◆ **WORK INSTRUCTIONS**:
Return exactly the lines from the one containing "reading: 44 °C" through the last line of the records below, both included, and leave out any pictures.

Data items:
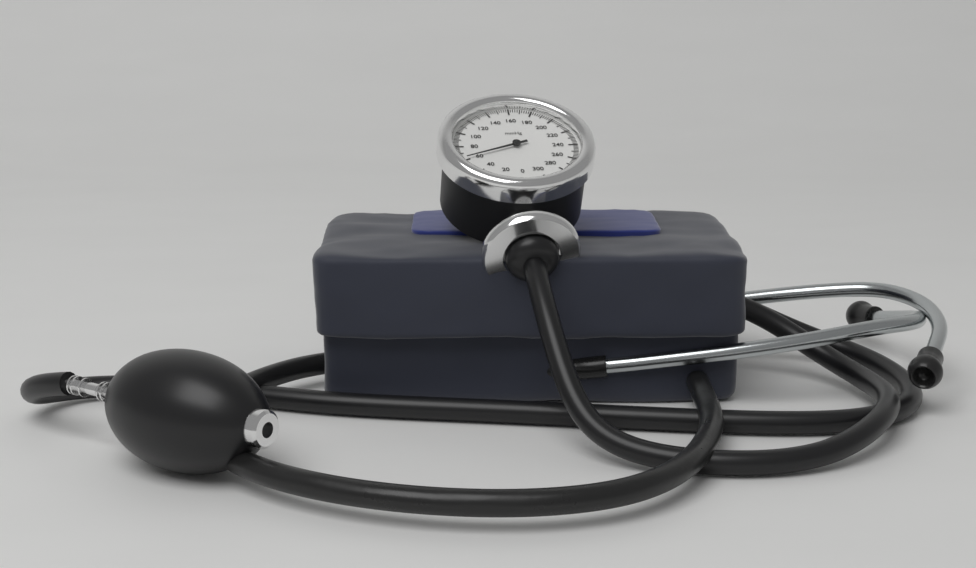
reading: 62 mmHg
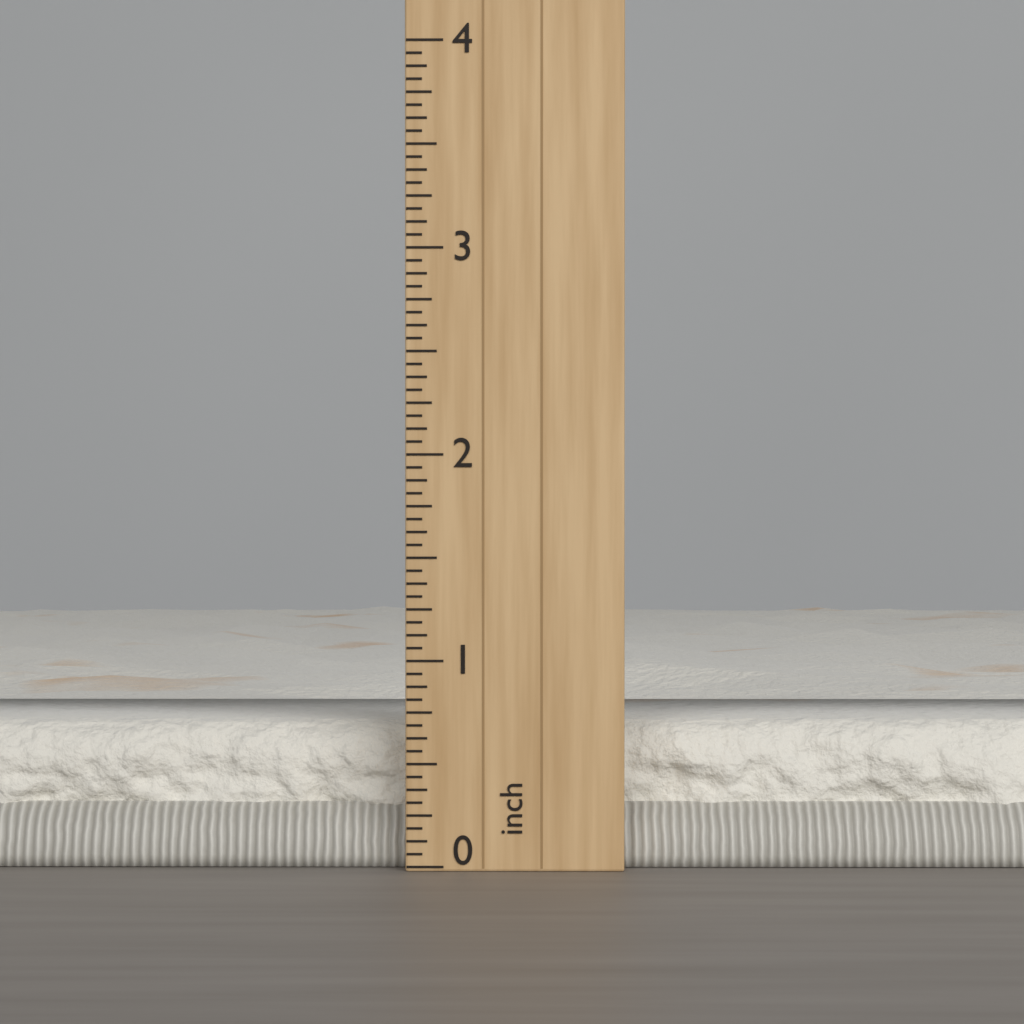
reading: 0.6875 inch
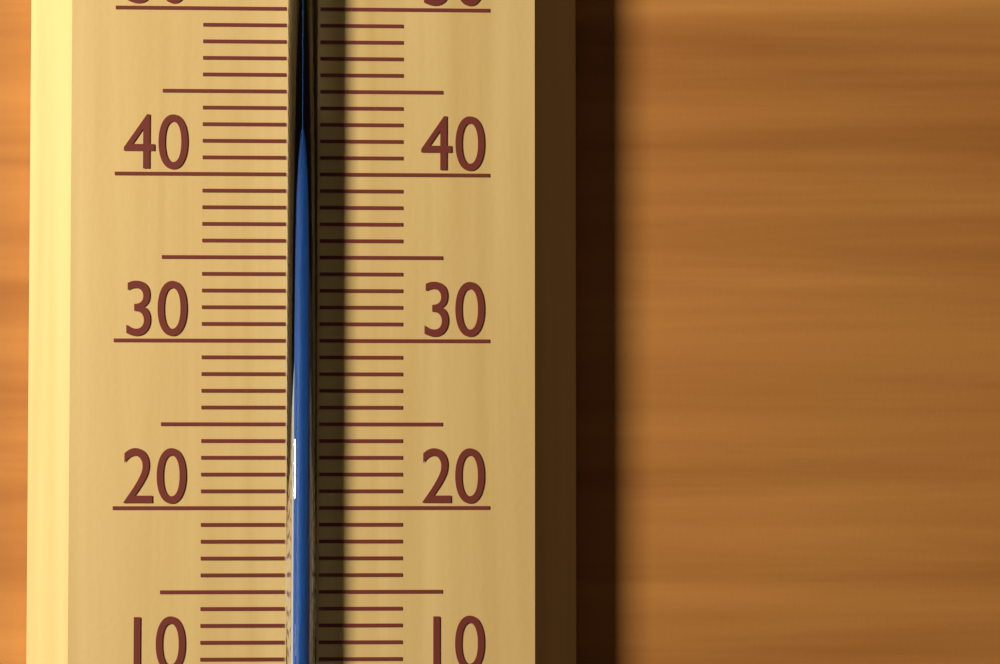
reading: 44 °C
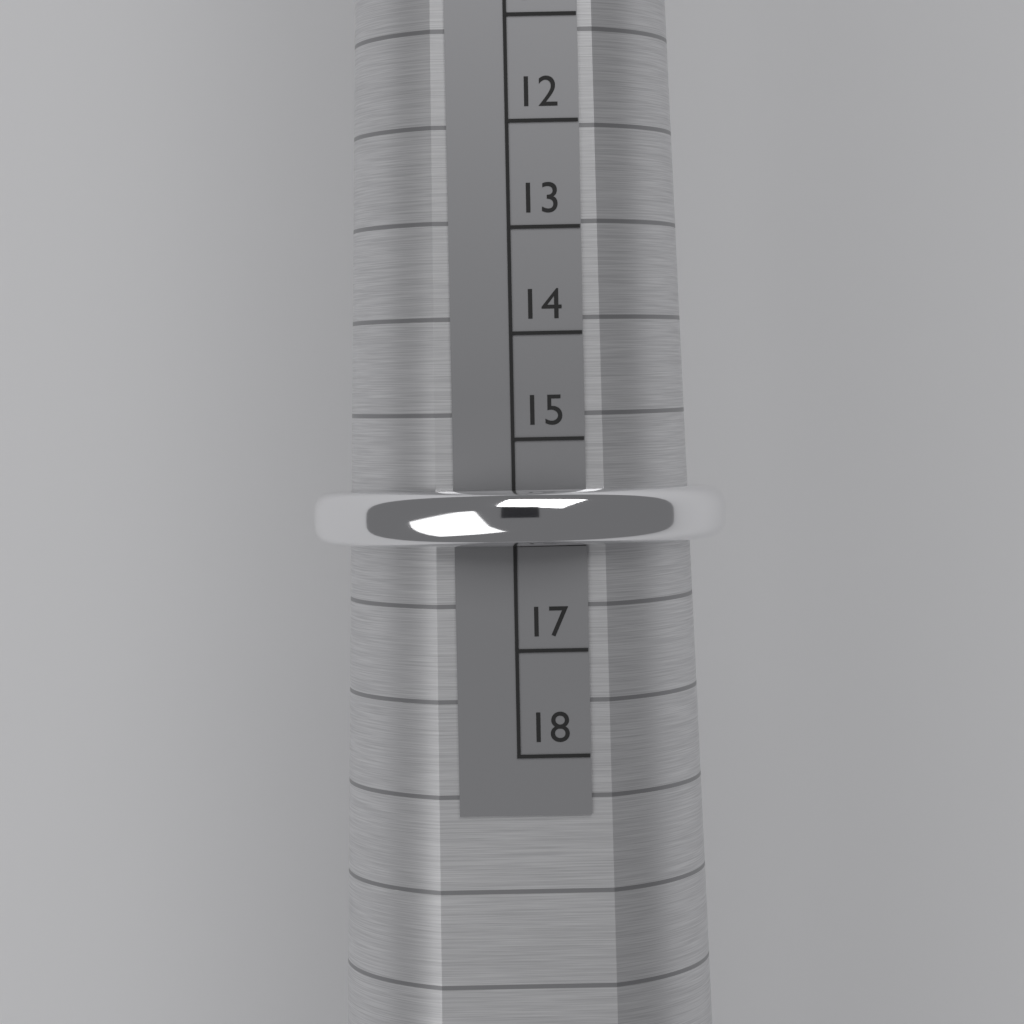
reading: 16 (no unit)
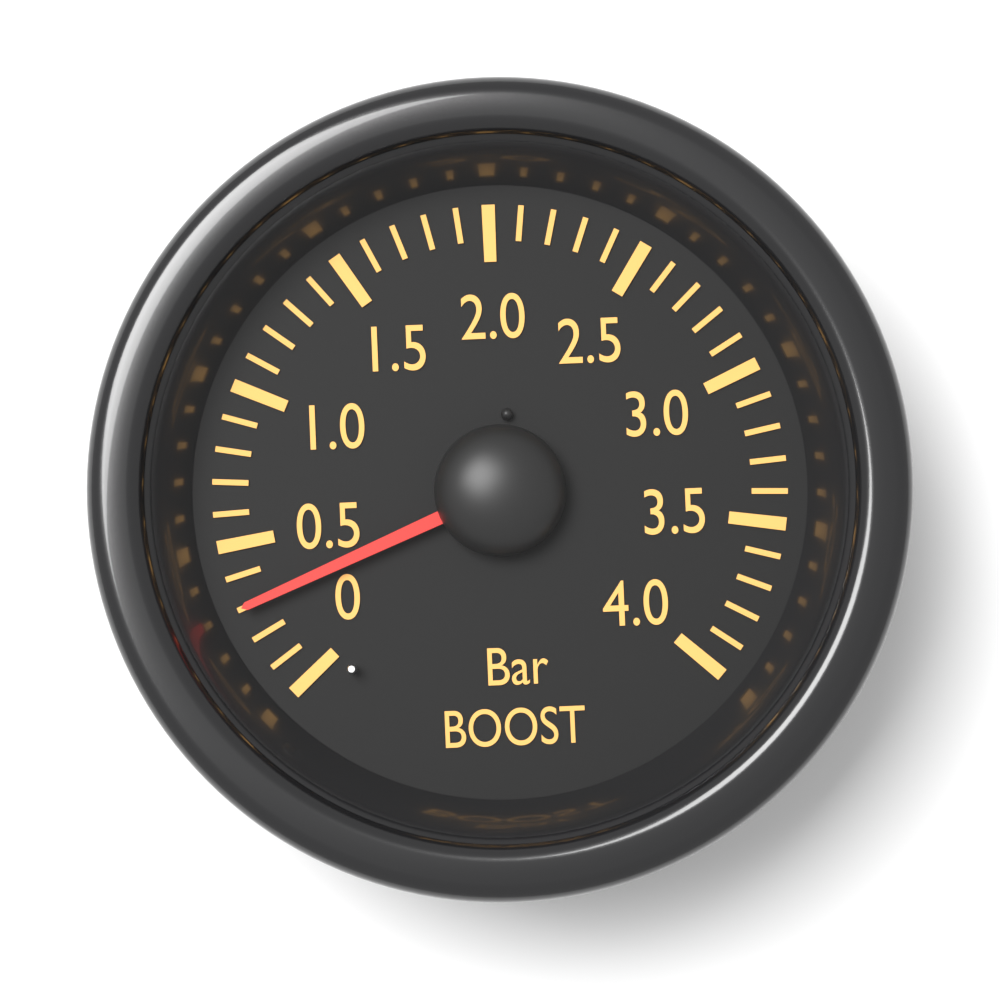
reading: 0.3 bar
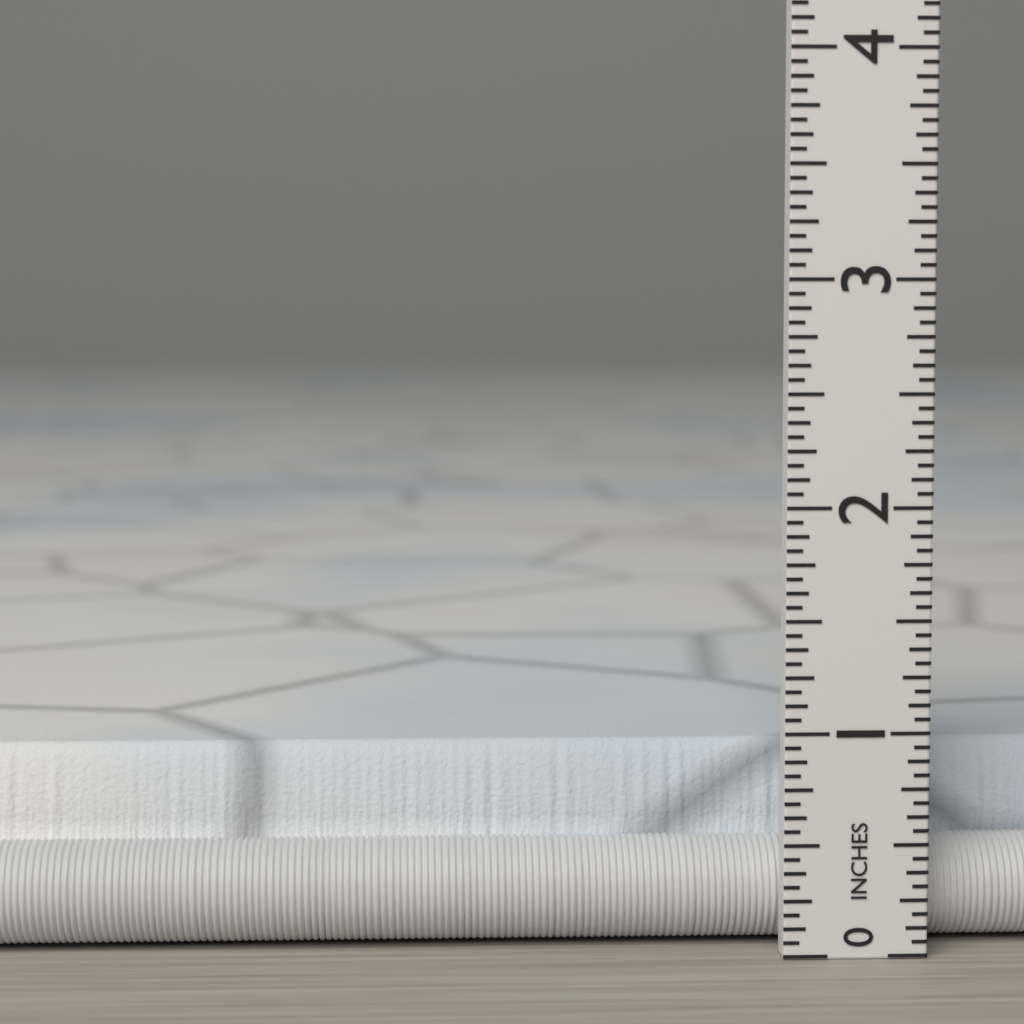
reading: 0.8750 in
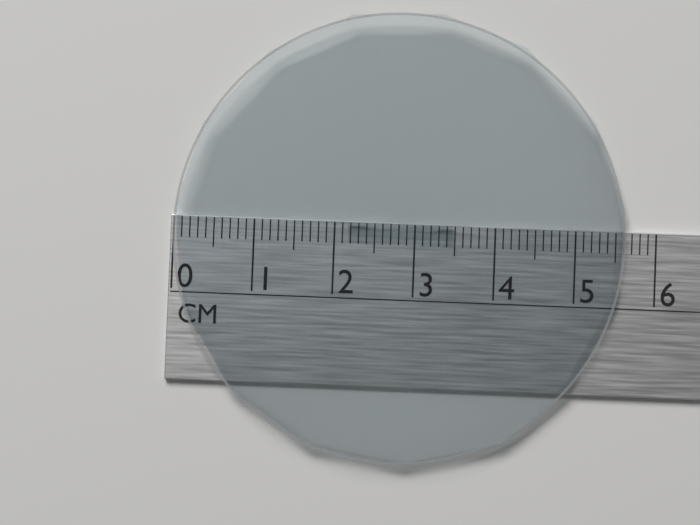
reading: 5.6 cm
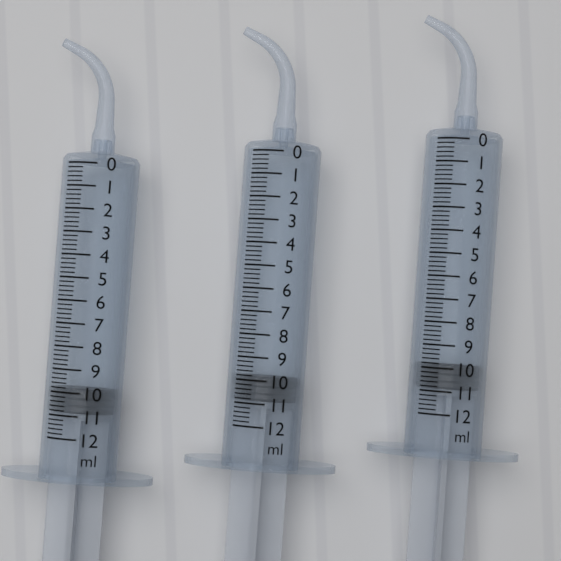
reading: 9.8 ml
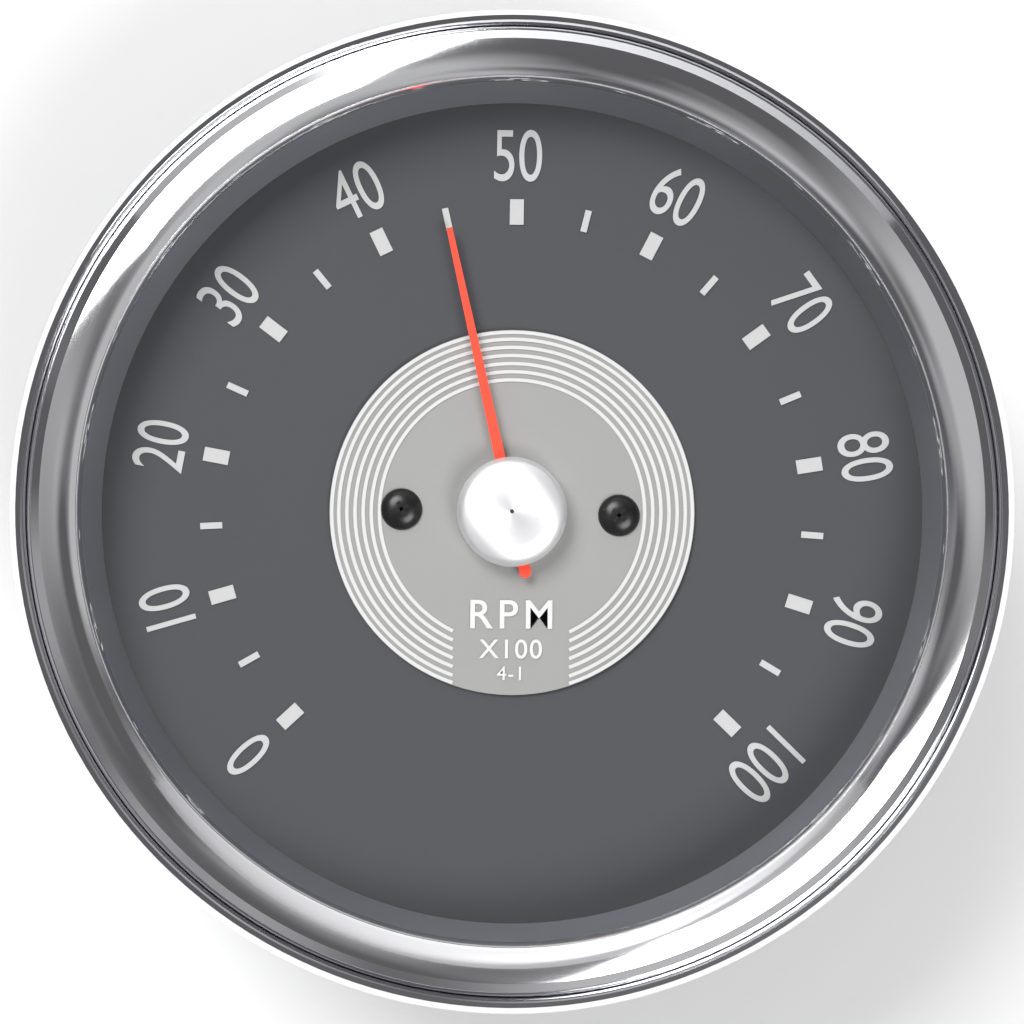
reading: 45 RPM x100
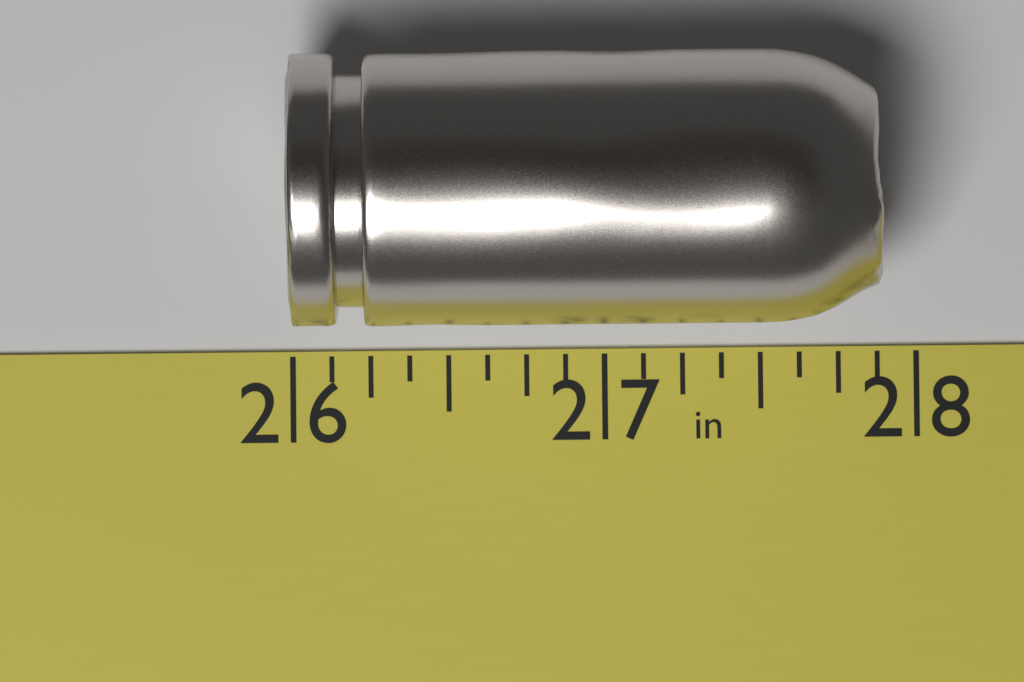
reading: 27.875 in
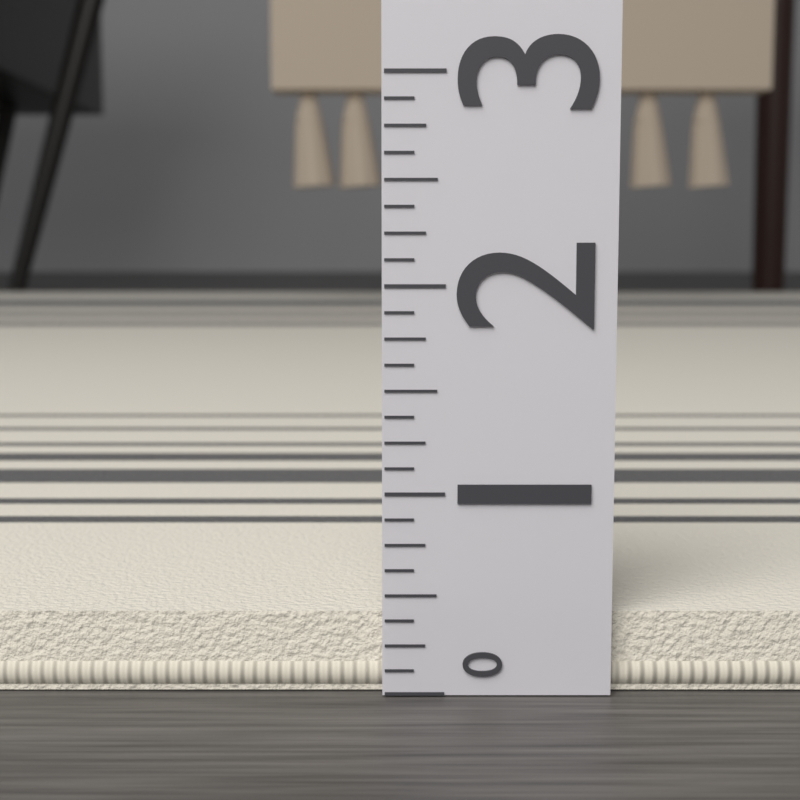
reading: 0.400 (no unit)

◆ **OUTPUT FOR THIS EXERCISE**:
reading: 44 °C
reading: 16 (no unit)
reading: 0.3 bar
reading: 0.8750 in
reading: 5.6 cm
reading: 9.8 ml
reading: 45 RPM x100
reading: 27.875 in
reading: 0.400 (no unit)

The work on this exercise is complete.